Autonomy — and its reverse, dependency — is one of the most distorted concepts in public debate. It is presented as an individual attribute when sociological research shows that real autonomy depends on support, relationships, accessibility, information and resources. Autonomy is not absolute self‑sufficiency; it is well‑organised interdependence, a model that expands dignity rather than reducing it.

Fragility, in turn, continues to be associated with weakness, when in fact it is a universal human condition. Ageing merely makes it more visible. Looking at it sociologically allows us to understand that fragility is not a failure of the individual, but a lens that reveals how institutions function, what expectations weigh on older bodies and what inequalities emerge when the body stops obeying. Joan Tronto summarises it this way: “All human life depends on care; what is exceptional is not needing it, but denying it.”

The dominant discourse on longevity remains focused on technological innovation, prevention, the promise of reversing cellular ageing and healthy habits. These are relevant dimensions, but insufficient. They leave in the shadows what sustains everyday life: structural loneliness — more than 2.3 million older people live alone in Spain —, the invisible burden of self‑care, almost always feminised, the pressure to “age well”, the guilt when the body does not respond and becomes ill, inequalities in access to quality healthcare and the symbolic violence of ageism.

Faced with this void, lived experience allows us to name what the official discourse does not. And this capacity to name is a form of embodied justice, always anchored in a real body and in a biography that learns to sustain itself at the limit.

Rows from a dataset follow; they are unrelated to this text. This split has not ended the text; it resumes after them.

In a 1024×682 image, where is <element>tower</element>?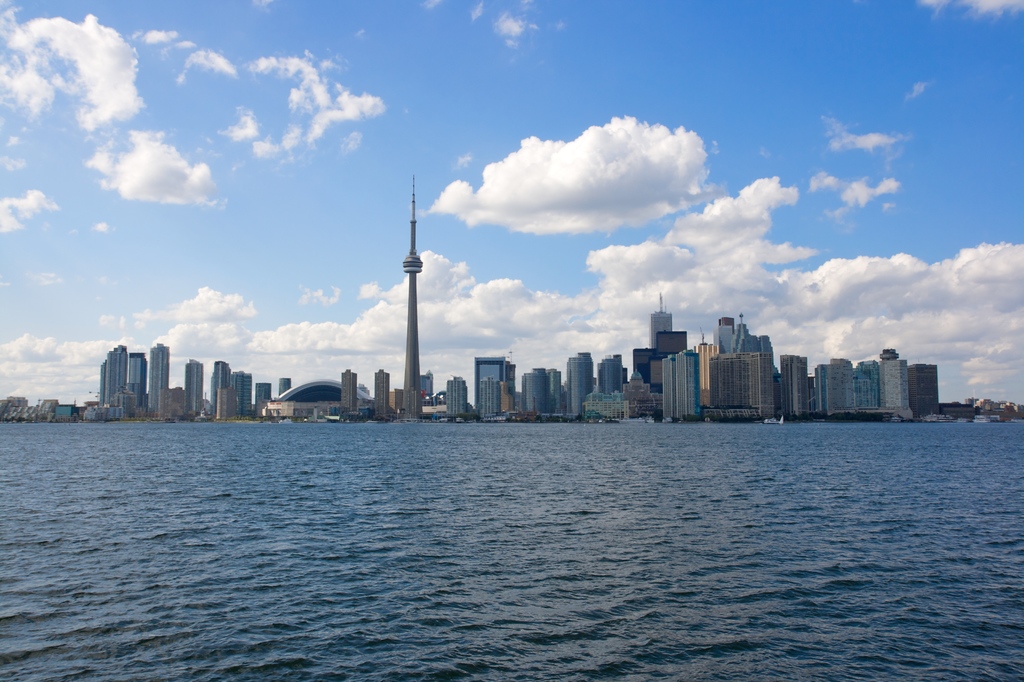
(left=284, top=375, right=287, bottom=430).
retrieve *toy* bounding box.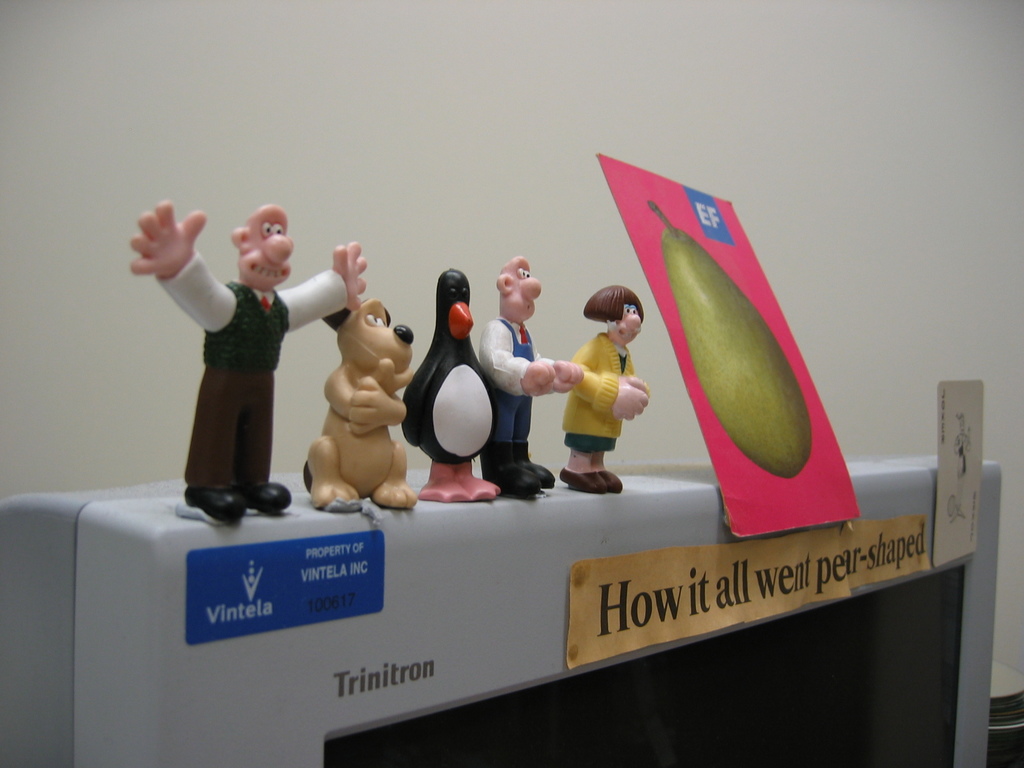
Bounding box: crop(294, 290, 410, 516).
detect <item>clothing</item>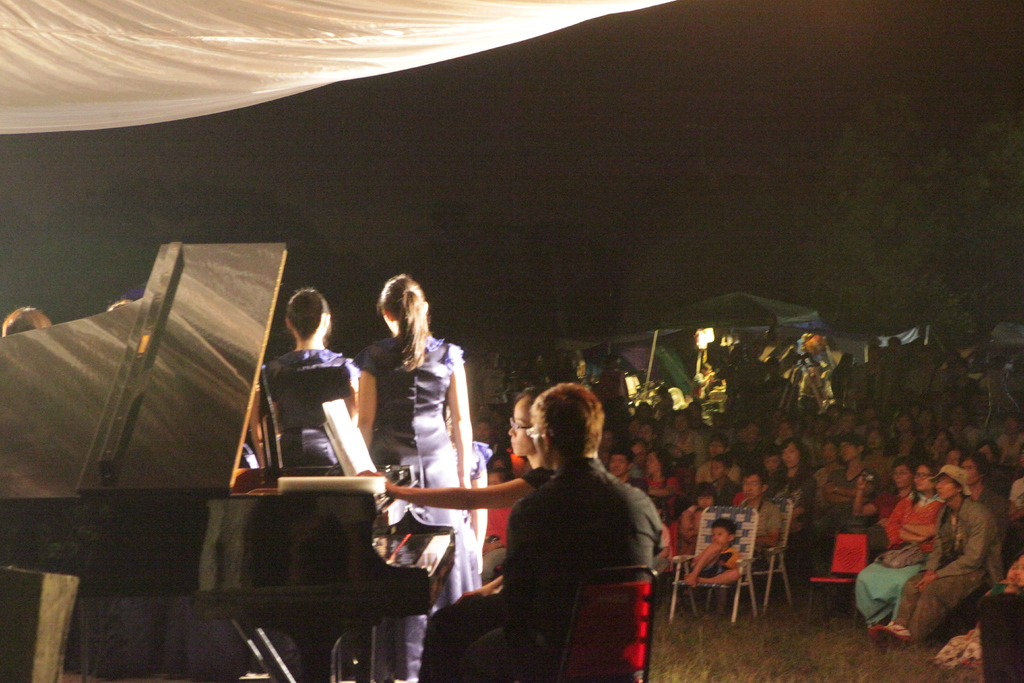
{"left": 800, "top": 461, "right": 870, "bottom": 559}
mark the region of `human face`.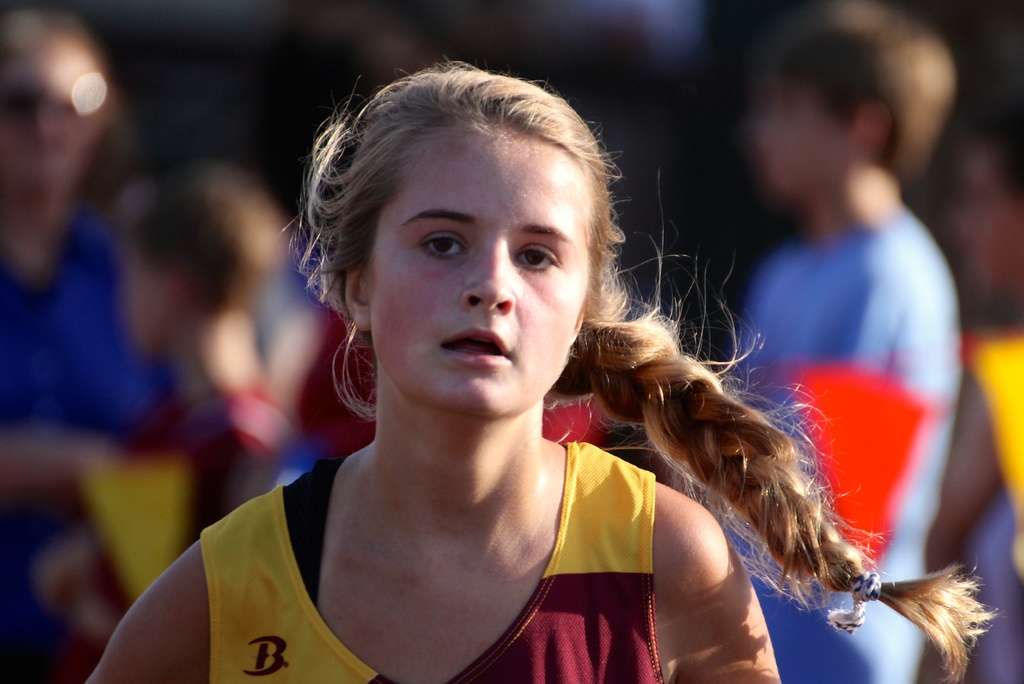
Region: {"x1": 365, "y1": 129, "x2": 589, "y2": 414}.
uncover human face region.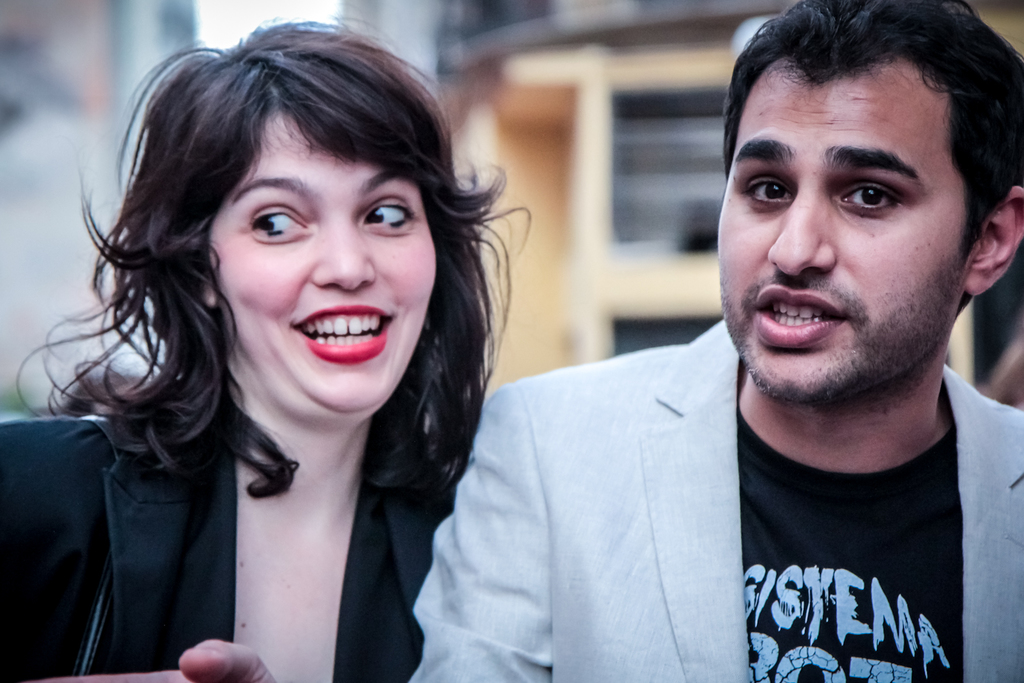
Uncovered: box(205, 106, 437, 414).
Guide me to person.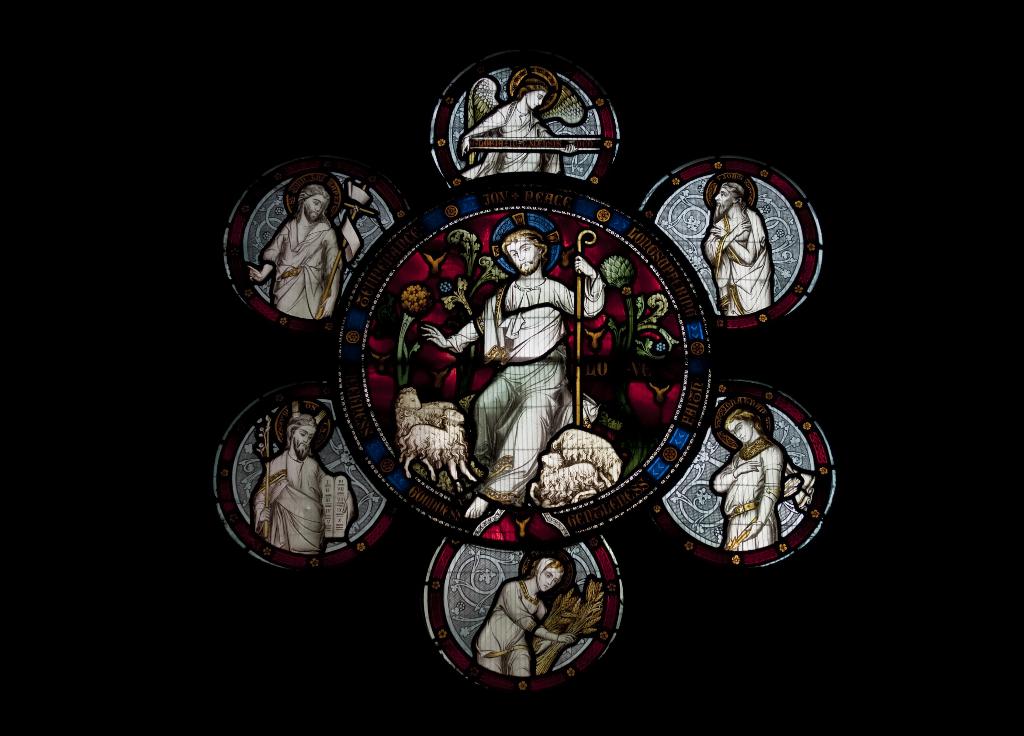
Guidance: locate(419, 224, 605, 518).
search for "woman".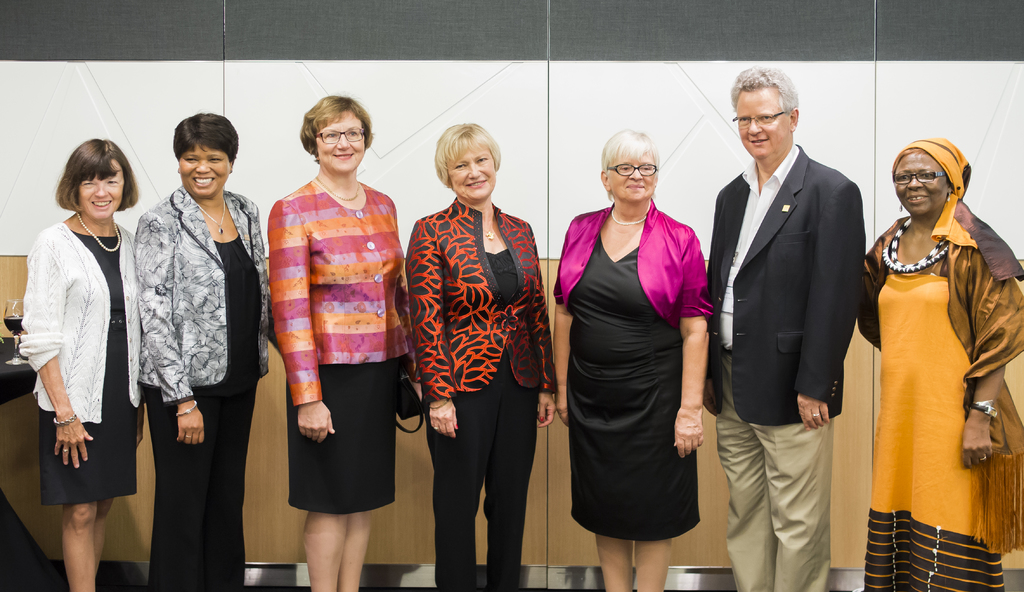
Found at bbox=[408, 122, 556, 591].
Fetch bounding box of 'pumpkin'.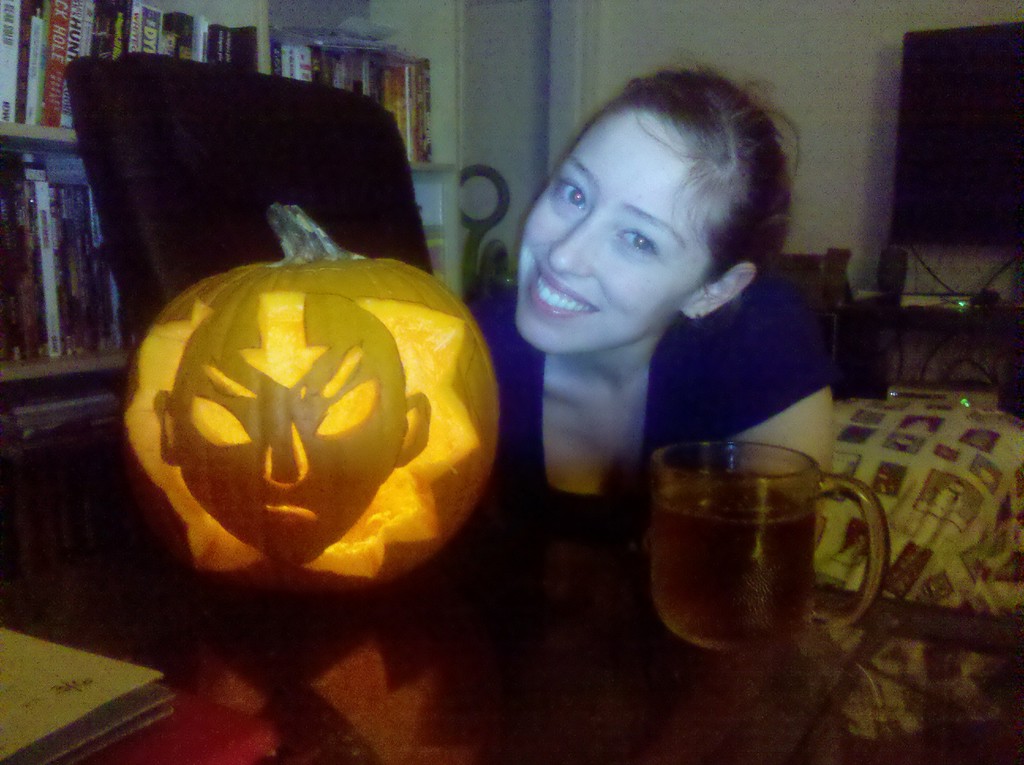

Thinking about longevity through lived experience does not mean falling into testimonialism. It means recognising that everyday life is a laboratory where the tensions between autonomy and dependency, between care and abandonment, between dignity and stigma are tested with great precision. It means accepting that longevity is not only a demographic phenomenon, but a challenge of social design: how we want to live when we live longer, and what collaboration should exist between the healthcare system and those who live with chronic illness.

A long‑lived society needs interpretative frameworks that integrate scientific evidence with this narrated experience. It needs policies that recognise interdependence as the norm. It needs institutions that do not infantilise older people, but also do not abandon them to forced self‑sufficiency. And it needs a public culture that does not turn longevity into a problem or a slogan, but into a collective project sustained over time.

For this, investments in longevity must not be conceived as dispensable expenditure, but as strategic infrastructure for well‑being. Countries that allocate stable resources to long‑term care, community prevention, accessibility, health literacy and programmes supporting autonomy achieve better quality‑of‑life indicators, less pressure on healthcare systems and greater social cohesion.

Lived experience, understood as social knowledge, can contribute to this project. Not because it offers immediate solutions, but because it opens questions that matter: what does it mean to live well when the body changes and hurts? What supports make autonomy possible? What forms of care sustain dignity? What institutions must transform so that longevity becomes an asset rather than a burden?

Because longevity is not only a matter of added years. It is a matter of meaning, of relationships and of structures. And understanding it requires listening to all voices, including — and especially — those that arise from the ill or dependent body.